Throughout the album, which clocks in at one hour and 10 minutes, Minaj lets herself be overshadowed by the sounds and styles of her featured guests. “Let Me Calm Down,” featuring J. Cole, feels completely derivative of the North Carolina rapper’s 2014 Forest Hills Drive, while Drake gets more airtime on “Needle” than Minaj herself. Even when Pink Friday 2 homes in on some catchy or indelible moments, like on the solo “Fallin 4 U,” things tend to slip into a sugary pop-R&B groove reminiscent of newer artists like Doja Cat and SZA.
This is most evident in Pink Friday 2’s choice of samples. On opener “Are You Gone Already,” Minaj raps over a sped-up snippet of Billie Eilish’s “When the Party’s Over,” a song that delivers a poignant sentiment about the death of the singer’s father. That emotional impact is overshadowed here by the track’s lazy, TikTok-inspired production. Elsewhere, Minaj raps seamlessly over a sample of Cyndi Lauper’s “Girls Just Wanna Have Fun,” but a similar strategy on the skeletal “My Life,” which uses a high-pitched snippet of Blondie’s “Heart of Glass,” adds little to the track and leaves it sounding muddy and unfinished.
Despite some catchy moments, there’s almost nothing about Pink Friday 2 that makes it stand out from the current slate of pop and rap music. Unlike its predecessor, the album doesn’t leave much of an impression, and certainly won’t reshape the hip-hop landscape.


## Brief
What is needed is a verbatim copy of the data, minus the pictures.

## Records shown
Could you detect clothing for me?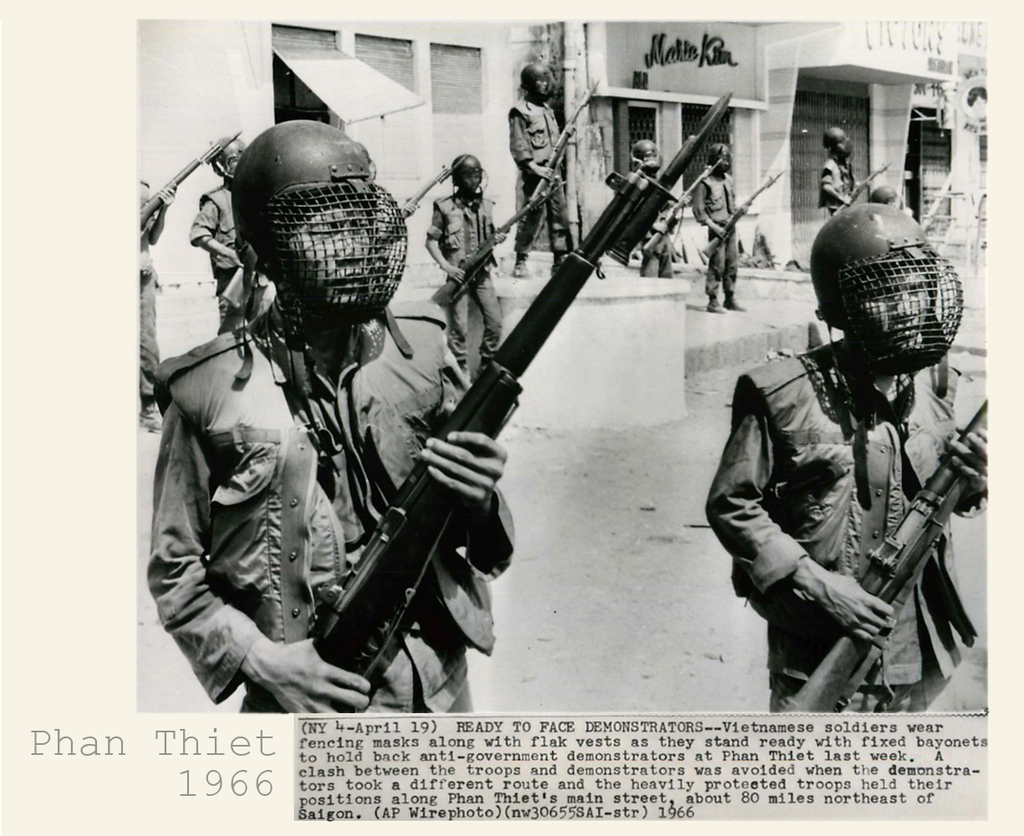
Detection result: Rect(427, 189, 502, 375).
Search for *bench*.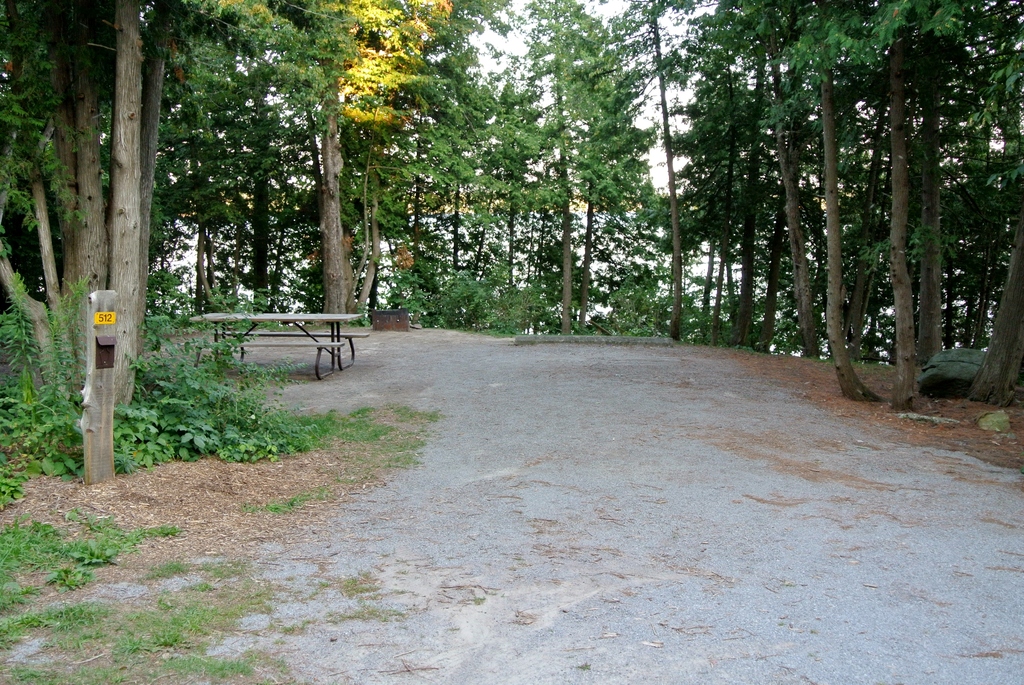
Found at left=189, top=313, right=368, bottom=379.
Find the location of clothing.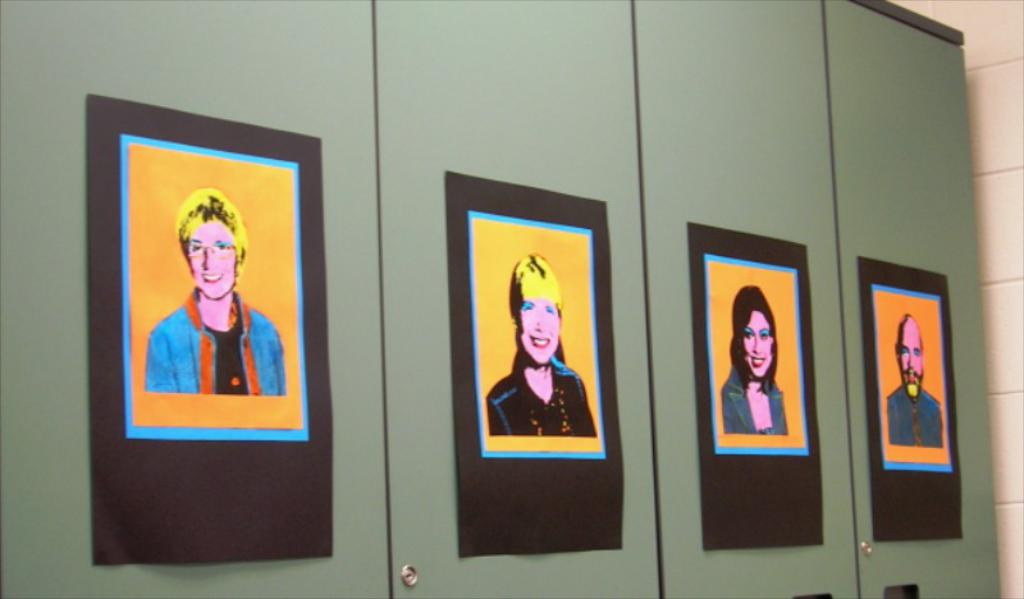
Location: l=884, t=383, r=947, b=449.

## Completed exercise
Could you detect clothing for me?
Detection result: Rect(427, 189, 502, 375).
Search for *bench*.
Found at left=189, top=313, right=368, bottom=379.
Find the location of clothing.
Location: l=884, t=383, r=947, b=449.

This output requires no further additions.